Let me start by saying upfront that I am biased, no, very biased. I have enjoyed Noel Well’s work for about a decade. She was one of the best students I ever taught at the University of Texas, and her work has improved and evolved throughout the entire time I have known her. Furthermore, Mr. Roosevelt is a film about someone leaving Austin in order to follow their work-related dreams, and about someone who owns a wonderful beloved orange tabby. All of this predestines me to be the target market for the film. Even walking into the theatre with so many pre-existing conditions, I can confidently say this was without a doubt one of (if not the most) heartfelt and genuinely funny comedies that I have seen in years. Now let me extoll the film’s virtues.
Noel earns her multi-hyphenate in this one. She wrote, directed and stars as lead character Emily in Mr. Roosevelt. Noel (for the few that may not recognize her) first reached a larger audience when she became a regular on Saturday Night Live for a season and further cemented her rightful place as a great comedic actor on Master of None. In both these programs her performance shined, but she was utilized in the creation of someone else’s universe – always a satellite and never the sun. This time around she finally gets to tell a story centered around her character, and it happens to be a character she knows very well.
The film follows faltering comedian/actor Emily from Los Angeles back to her native Austin when the pet she left behind suddenly passes away. This is the setup that leaves her struggling with feelings of regret for her decision to leave, shame for the lack of success she traded it all for, rediscovery of her old life with a new perspective and even a healthy dose of excitement about a life really only beginning.
Surrounding Noel is a supporting cast that starts with Nick Thune and Britt Lower as Emily’s ex-boyfriend (Eric) and his new girlfriend (Celeste). Emily flies back to Austin having never considered that the city could have changed in the two years she was gone. She has no exit plan, no place to stay and figurative (and literal) boxes full of unresolved emotions still tying her to her old life. The untangling of these complications begins as she thrusts herself into the middle of Eric and Celeste’s home and relationship.
Nick plays Eric just charmingly enough to pull Emily back in, but not so alluringly that you ever really want her back with him. People change when they are apart, and Britt aces the role of Celeste, representing the new life that Eric always longed for. Like the city itself (which probably deserves second billing as a character) Eric gentrified while Emily was away and there is no turning back the clock, no matter how much she might wish she could. The crux of the movie centers around Emily finally realizing this and putting as much energy into changing herself as she did trying to force everything back to the way it was before she left.
Along the way she takes you on a guided tour of mid-2000s Austin hipster culture making a hilarious stop at one of the “secret greenbelt beaches” with her new best friend/local chronic wait staff Jen (played aggressively and hilariously by Daniella Pineda). At the greenbelt she lets herself temporarily fall for everything that makes Austin unique. She joins in on the midday drinking and smoking and swimming as if she was living in a retirement community for 29 year olds. She even lets herself be charmed by Andre Hyland’s portrayal of a more Linklater era Austin red-neck hippie/stoned proto hipster. These scenes are spot on accurate and so utterly beguiling it is easy to see how she is seduced into wanting to freeze Austin and her life into this slacker snow globe moment.
The plot takes no surprising turns from there. The magic of this life wears off and its mixed bag reality shines through. The villainous Celeste who has replaced her in her old life…and house…and cat’s life is actually a nuanced human and not the enemy. Even Emily turns out to be less of a victim of circumstance and misfortune and more of a young woman in need of motivation to figure out what she wants. Even if you expect some of these turns, the humor and believability of the getting there are when Mr. Roosevelt really shines.
I’d compare the film to Mike Judge’s work, and I mean this as a gigantic complement. No single gag is necessarily fall out of your seat funny, instead they cumulatively charm you until you can’t seem to do anything except laugh at every interaction. She does this by not overly exaggerating any given moment in an unrealistic joke, but rather taking hundreds of totally believable ridiculous incidents and cramming them all together into one escalating funny movie-long joke. A prime example of this is Paul Gordon’s comically deadpan turn as the veterinarian as soon as Emily arrives in Texas.
At its heart this is still a low budget, indie flick filmed impressively on actual film. It still has some rough edges and grit to it. You could nit-pick some plot points, but I dare you to try to watch it and not laugh. I went in with high expectations and Mr. Roosevelt exceeded them.
Mr. Roosevelt recently screened at the Indie Memphis film festival.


Except for the pictures, write out all the records that follow exactly.

• • • • • • •

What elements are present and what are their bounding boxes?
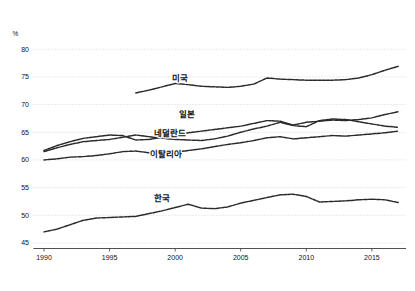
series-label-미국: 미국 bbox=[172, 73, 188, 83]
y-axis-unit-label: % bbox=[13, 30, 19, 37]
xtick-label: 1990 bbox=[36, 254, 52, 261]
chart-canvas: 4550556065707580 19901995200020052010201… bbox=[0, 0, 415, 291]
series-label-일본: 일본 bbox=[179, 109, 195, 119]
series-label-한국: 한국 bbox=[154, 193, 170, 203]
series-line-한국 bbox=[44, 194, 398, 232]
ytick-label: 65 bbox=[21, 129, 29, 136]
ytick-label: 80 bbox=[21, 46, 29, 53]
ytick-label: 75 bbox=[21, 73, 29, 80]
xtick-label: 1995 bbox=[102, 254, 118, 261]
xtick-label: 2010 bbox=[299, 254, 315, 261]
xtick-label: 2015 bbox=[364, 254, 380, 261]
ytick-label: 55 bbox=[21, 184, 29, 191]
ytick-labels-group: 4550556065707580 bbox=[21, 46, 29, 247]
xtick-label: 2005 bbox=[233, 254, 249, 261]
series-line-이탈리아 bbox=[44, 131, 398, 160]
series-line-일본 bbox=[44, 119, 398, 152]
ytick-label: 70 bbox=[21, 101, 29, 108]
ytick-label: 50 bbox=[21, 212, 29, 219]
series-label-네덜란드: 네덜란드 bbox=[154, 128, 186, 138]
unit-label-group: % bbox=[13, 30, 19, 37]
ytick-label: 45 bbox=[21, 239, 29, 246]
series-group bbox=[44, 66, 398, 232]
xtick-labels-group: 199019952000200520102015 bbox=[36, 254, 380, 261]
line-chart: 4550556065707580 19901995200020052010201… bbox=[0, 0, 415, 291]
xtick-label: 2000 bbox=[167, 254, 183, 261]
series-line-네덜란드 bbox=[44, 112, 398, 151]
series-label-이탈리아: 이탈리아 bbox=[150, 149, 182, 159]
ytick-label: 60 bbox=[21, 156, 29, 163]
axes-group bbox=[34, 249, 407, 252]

• • • • • • •

> RESULT OF THE TASK:
What elements are present and what are their bounding boxes?
series-label-미국: 미국 bbox=[172, 73, 188, 83]
y-axis-unit-label: % bbox=[13, 30, 19, 37]
xtick-label: 1990 bbox=[36, 254, 52, 261]
chart-canvas: 4550556065707580 19901995200020052010201… bbox=[0, 0, 415, 291]
series-label-일본: 일본 bbox=[179, 109, 195, 119]
series-label-한국: 한국 bbox=[154, 193, 170, 203]
series-line-한국 bbox=[44, 194, 398, 232]
ytick-label: 65 bbox=[21, 129, 29, 136]
ytick-label: 80 bbox=[21, 46, 29, 53]
ytick-label: 75 bbox=[21, 73, 29, 80]
xtick-label: 1995 bbox=[102, 254, 118, 261]
xtick-label: 2010 bbox=[299, 254, 315, 261]
xtick-label: 2015 bbox=[364, 254, 380, 261]
ytick-label: 55 bbox=[21, 184, 29, 191]
ytick-labels-group: 4550556065707580 bbox=[21, 46, 29, 247]
xtick-label: 2005 bbox=[233, 254, 249, 261]
series-line-이탈리아 bbox=[44, 131, 398, 160]
series-line-일본 bbox=[44, 119, 398, 152]
ytick-label: 70 bbox=[21, 101, 29, 108]
ytick-label: 50 bbox=[21, 212, 29, 219]
series-label-네덜란드: 네덜란드 bbox=[154, 128, 186, 138]
unit-label-group: % bbox=[13, 30, 19, 37]
ytick-label: 45 bbox=[21, 239, 29, 246]
series-group bbox=[44, 66, 398, 232]
xtick-labels-group: 199019952000200520102015 bbox=[36, 254, 380, 261]
line-chart: 4550556065707580 19901995200020052010201… bbox=[0, 0, 415, 291]
xtick-label: 2000 bbox=[167, 254, 183, 261]
series-line-네덜란드 bbox=[44, 112, 398, 151]
series-label-이탈리아: 이탈리아 bbox=[150, 149, 182, 159]
ytick-label: 60 bbox=[21, 156, 29, 163]
axes-group bbox=[34, 249, 407, 252]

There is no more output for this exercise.